ABSTRACT

We have seen that Faustus sins bravely, but that his sinning is in part a superficial affair. And Hamlet magnifies sin but hardly enjoys it, although we perversely enjoy his misery. But surely the character who sins most bravely and terribly in all drama is Macbeth, or Macbeth and his ‘fiend-like queen’ (5.7.99). 1 Macbeth is an essay in the horrible excitement of sin, with the murder of Duncan in his bed standing in place of erotic consummation in the Macbeth marriage. Like Faustus, Macbeth is hollowed out by his demonic behaviour and life becomes for him quite empty. But at the same time Macbeth’s sin remains a sort of supercharged moment of negativity which exceeds all forms of ordinary existence, and certainly goes well beyond Faustus’s moment of lust with an illusory Helen, becoming its own kind of perverse apotheosis. Macbeth is the icon of an abortive Protestantism. Here its transitional phase of self-abandonment to sin and the Devil becomes truly an end in itself. The character who, pace Kierkegaard’s advocacy of Richard III, seems to me Shakespeare’s most demonic figure gathers to himself all the terrible truth of our ‘black and deep desires’ and sinfully degraded condition (1.4.52). In this he is a spiritual hero. But he does so without any hint or possibility of redemption. Macbeth gives a grim image of a world where demonic negation is the most compelling and even ultimate thing.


What to do :: Please return the data word for word and leave out any picture it contains.

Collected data
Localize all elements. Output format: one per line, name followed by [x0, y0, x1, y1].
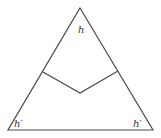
triangle-diagram: h h′ h′ — [0, 0, 161, 138]
label-apex: h — [78, 24, 84, 35]
label-bottom-left: h′ — [14, 118, 23, 129]
inner-v-polyline — [43, 71, 118, 93]
label-bottom-right: h′ — [133, 118, 142, 129]
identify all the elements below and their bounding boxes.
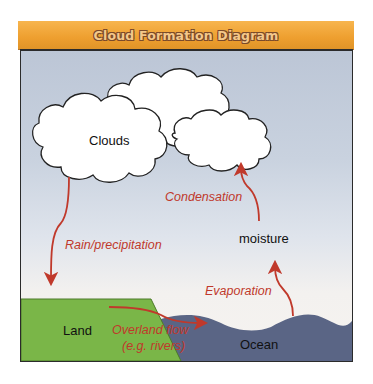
diagram-frame: Cloud Formation Diagram xyxy=(18,21,354,361)
rain-arrow-icon xyxy=(51,177,69,279)
cloud-right-icon xyxy=(172,110,270,171)
moisture-label: moisture xyxy=(239,231,289,246)
condensation-label: Condensation xyxy=(165,190,242,204)
clouds-label: Clouds xyxy=(89,133,129,148)
title-bar: Cloud Formation Diagram xyxy=(18,21,354,49)
evaporation-label: Evaporation xyxy=(205,284,272,298)
diagram-title: Cloud Formation Diagram xyxy=(94,28,279,43)
overland-flow-label: Overland flow xyxy=(112,323,188,337)
land-label: Land xyxy=(63,323,92,338)
diagram-graphics xyxy=(21,51,352,361)
condensation-arrow-icon xyxy=(241,169,259,221)
overland-flow-example-label: (e.g. rivers) xyxy=(122,339,185,353)
ocean-label: Ocean xyxy=(240,337,278,352)
rain-label: Rain/precipitation xyxy=(65,238,162,252)
evaporation-arrow-icon xyxy=(275,267,293,316)
diagram-panel: Clouds Condensation moisture Rain/precip… xyxy=(20,49,353,362)
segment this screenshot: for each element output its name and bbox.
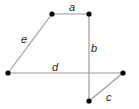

The completed task ::
Localize all elements. Output format: one per line, name followed by [x0, y0, x1, y1].
triangle-diagram: h h′ h′ — [0, 0, 161, 138]
label-apex: h — [78, 24, 84, 35]
label-bottom-left: h′ — [14, 118, 23, 129]
inner-v-polyline — [43, 71, 118, 93]
label-bottom-right: h′ — [133, 118, 142, 129]
identify all the elements below and their bounding boxes.
diagram-frame: Cloud Formation Diagram xyxy=(18,21,354,361)
rain-arrow-icon xyxy=(51,177,69,279)
cloud-right-icon xyxy=(172,110,270,171)
moisture-label: moisture xyxy=(239,231,289,246)
condensation-label: Condensation xyxy=(165,190,242,204)
clouds-label: Clouds xyxy=(89,133,129,148)
title-bar: Cloud Formation Diagram xyxy=(18,21,354,49)
evaporation-label: Evaporation xyxy=(205,284,272,298)
diagram-title: Cloud Formation Diagram xyxy=(94,28,279,43)
overland-flow-label: Overland flow xyxy=(112,323,188,337)
land-label: Land xyxy=(63,323,92,338)
diagram-graphics xyxy=(21,51,352,361)
condensation-arrow-icon xyxy=(241,169,259,221)
overland-flow-example-label: (e.g. rivers) xyxy=(122,339,185,353)
ocean-label: Ocean xyxy=(240,337,278,352)
rain-label: Rain/precipitation xyxy=(65,238,162,252)
evaporation-arrow-icon xyxy=(275,267,293,316)
diagram-panel: Clouds Condensation moisture Rain/precip… xyxy=(20,49,353,362)
segment this screenshot: for each element output its name and bbox.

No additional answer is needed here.